C-MACC Sunday Executive Summary
Cheap Gas, Tight Capital: Petrochemical Expansion Remains Selective
- Surging crude prices and widening feedstock spreads are steepening the global petrochemical cost curve. Cheap regional gas and NGLs may support selective integration, but not a broad new build cycle.
- US ethane supply continues rising rapidly, yet global ethylene operating rates near the low-80% range still signal structural overcapacity and weak incentives for merchant cracker investment.
- US ethane exports, rejection into natural gas streams, and accelerating power-sector gas demand increasingly absorb supply growth before more petrochemical capacity becomes economically necessary.
- The US shale boom and China’s petrochemical expansion helped create today’s surplus capacity, shifting the industry’s challenge toward rationalization, consolidation, and disciplined capital allocation.
- Otherwise, narrowing discounted crude access, widening energy spreads, packaging resilience, ethanol momentum, and slower China growth reinforce restructuring, integration, logistics control, and discipline.
- Companies Mentioned: Shintech, Dow, ExxonMobil, LyondellBasell, Dow, Nova, Westlake, SABIC, Energy Transfer, Enterprise Products, Navigator, GEVO, Green Plains
- Products Mentioned: Ethane, Ethylene, Natural Gas, NGLs, LNG, Crude Oil, Naphtha, LPG, Corn, Ethanol, Gasoline, Sustainable Aviation Fuel, Polyethylene, Polyvinyl Chloride, Methanol, Ammonia
Exhibit 1: Rising US ethane supply has coincided with declining global ethylene operating rates.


### The problem
In the records below, find each line with "JSON" and copy it.

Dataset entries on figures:
.....

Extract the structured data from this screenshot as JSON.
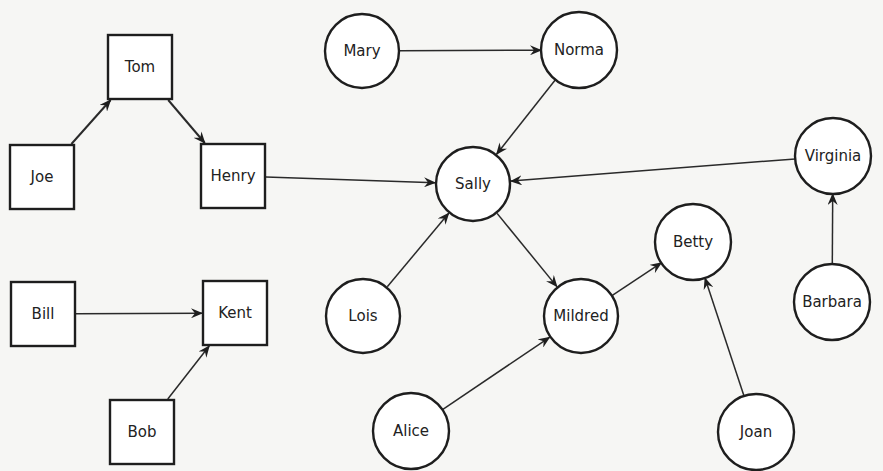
{
  "diagram": {
    "type": "directed sociogram",
    "nodes": {
      "tom": {
        "label": "Tom",
        "shape": "square",
        "x": 140,
        "y": 67
      },
      "joe": {
        "label": "Joe",
        "shape": "square",
        "x": 42,
        "y": 177
      },
      "henry": {
        "label": "Henry",
        "shape": "square",
        "x": 233,
        "y": 176
      },
      "bill": {
        "label": "Bill",
        "shape": "square",
        "x": 43,
        "y": 314
      },
      "kent": {
        "label": "Kent",
        "shape": "square",
        "x": 235,
        "y": 313
      },
      "bob": {
        "label": "Bob",
        "shape": "square",
        "x": 142,
        "y": 432
      },
      "mary": {
        "label": "Mary",
        "shape": "circle",
        "x": 362,
        "y": 51
      },
      "norma": {
        "label": "Norma",
        "shape": "circle",
        "x": 579,
        "y": 50
      },
      "sally": {
        "label": "Sally",
        "shape": "circle",
        "x": 473,
        "y": 184
      },
      "virginia": {
        "label": "Virginia",
        "shape": "circle",
        "x": 833,
        "y": 156
      },
      "betty": {
        "label": "Betty",
        "shape": "circle",
        "x": 693,
        "y": 242
      },
      "lois": {
        "label": "Lois",
        "shape": "circle",
        "x": 363,
        "y": 316
      },
      "mildred": {
        "label": "Mildred",
        "shape": "circle",
        "x": 581,
        "y": 316
      },
      "barbara": {
        "label": "Barbara",
        "shape": "circle",
        "x": 832,
        "y": 302
      },
      "alice": {
        "label": "Alice",
        "shape": "circle",
        "x": 411,
        "y": 431
      },
      "joan": {
        "label": "Joan",
        "shape": "circle",
        "x": 756,
        "y": 432
      }
    },
    "edges": [
      {
        "from": "joe",
        "to": "tom"
      },
      {
        "from": "tom",
        "to": "henry"
      },
      {
        "from": "henry",
        "to": "sally"
      },
      {
        "from": "bill",
        "to": "kent"
      },
      {
        "from": "bob",
        "to": "kent"
      },
      {
        "from": "mary",
        "to": "norma"
      },
      {
        "from": "norma",
        "to": "sally"
      },
      {
        "from": "virginia",
        "to": "sally"
      },
      {
        "from": "lois",
        "to": "sally"
      },
      {
        "from": "sally",
        "to": "mildred"
      },
      {
        "from": "alice",
        "to": "mildred"
      },
      {
        "from": "mildred",
        "to": "betty"
      },
      {
        "from": "joan",
        "to": "betty"
      },
      {
        "from": "barbara",
        "to": "virginia"
      }
    ],
    "style": {
      "square_size": 64,
      "circle_radius": 37,
      "stroke_color": "#1e1e1e",
      "background": "#f6f6f4"
    }
  }
}
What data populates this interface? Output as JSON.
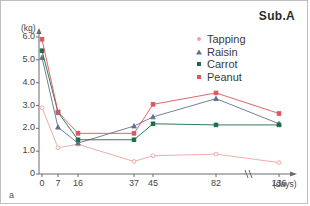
{
  "panel": {
    "label": "a"
  },
  "chart_data": {
    "type": "line",
    "title": "Sub.A",
    "xlabel": "(days)",
    "ylabel": "(kg)",
    "x": [
      0,
      7,
      16,
      37,
      45,
      82,
      136
    ],
    "x_tick_labels": [
      "0",
      "7",
      "16",
      "37",
      "45",
      "82",
      "136"
    ],
    "y_tick_labels": [
      "0",
      "1.0",
      "2.0",
      "3.0",
      "4.0",
      "5.0",
      "6.0"
    ],
    "y_ticks": [
      0,
      1.0,
      2.0,
      3.0,
      4.0,
      5.0,
      6.0
    ],
    "ylim": [
      0,
      6.4
    ],
    "grid": false,
    "axis_break": true,
    "legend_position": "top-right",
    "series": [
      {
        "name": "Tapping",
        "color": "#f2a0a0",
        "marker": "circle",
        "values": [
          2.9,
          1.15,
          1.3,
          0.55,
          0.8,
          0.87,
          0.5
        ]
      },
      {
        "name": "Raisin",
        "color": "#63708c",
        "marker": "triangle",
        "values": [
          5.1,
          2.05,
          1.35,
          2.1,
          2.5,
          3.3,
          2.2
        ]
      },
      {
        "name": "Carrot",
        "color": "#1d6b46",
        "marker": "square",
        "values": [
          5.4,
          2.7,
          1.5,
          1.5,
          2.2,
          2.15,
          2.15
        ]
      },
      {
        "name": "Peanut",
        "color": "#e0525c",
        "marker": "square",
        "values": [
          5.9,
          2.72,
          1.78,
          1.78,
          3.05,
          3.55,
          2.65
        ]
      }
    ]
  }
}
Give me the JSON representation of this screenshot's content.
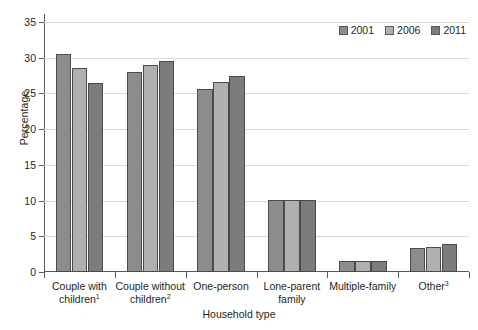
{
  "chart_data": {
    "type": "bar",
    "title": "",
    "xlabel": "Household type",
    "ylabel": "Percentage",
    "ylim": [
      0,
      35
    ],
    "yticks": [
      0,
      5,
      10,
      15,
      20,
      25,
      30,
      35
    ],
    "grid": true,
    "legend_position": "top-right",
    "categories": [
      "Couple with children¹",
      "Couple without children²",
      "One-person",
      "Lone-parent family",
      "Multiple-family",
      "Other³"
    ],
    "series": [
      {
        "name": "2001",
        "values": [
          30.5,
          28.0,
          25.6,
          10.1,
          1.5,
          3.3
        ]
      },
      {
        "name": "2006",
        "values": [
          28.5,
          29.0,
          26.6,
          10.1,
          1.6,
          3.5
        ]
      },
      {
        "name": "2011",
        "values": [
          26.5,
          29.5,
          27.4,
          10.1,
          1.6,
          3.9
        ]
      }
    ],
    "colors": [
      "#8c8c8c",
      "#b0b0b0",
      "#7c7c7c"
    ]
  },
  "axis": {
    "y_title": "Percentage",
    "x_title": "Household type",
    "y_tick_labels": [
      "0",
      "5",
      "10",
      "15",
      "20",
      "25",
      "30",
      "35"
    ]
  },
  "legend": {
    "entries": [
      {
        "label": "2001",
        "color": "#8c8c8c"
      },
      {
        "label": "2006",
        "color": "#b0b0b0"
      },
      {
        "label": "2011",
        "color": "#7c7c7c"
      }
    ]
  },
  "x_labels": [
    {
      "line1": "Couple with",
      "line2": "children",
      "footnote": "1"
    },
    {
      "line1": "Couple without",
      "line2": "children",
      "footnote": "2"
    },
    {
      "line1": "One-person",
      "line2": "",
      "footnote": ""
    },
    {
      "line1": "Lone-parent",
      "line2": "family",
      "footnote": ""
    },
    {
      "line1": "Multiple-family",
      "line2": "",
      "footnote": ""
    },
    {
      "line1": "Other",
      "line2": "",
      "footnote": "3"
    }
  ]
}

.....

### Final answer
Extract the structured data from this screenshot as JSON.
What data populates this interface? Output as JSON.
Give me the JSON representation of this screenshot's content.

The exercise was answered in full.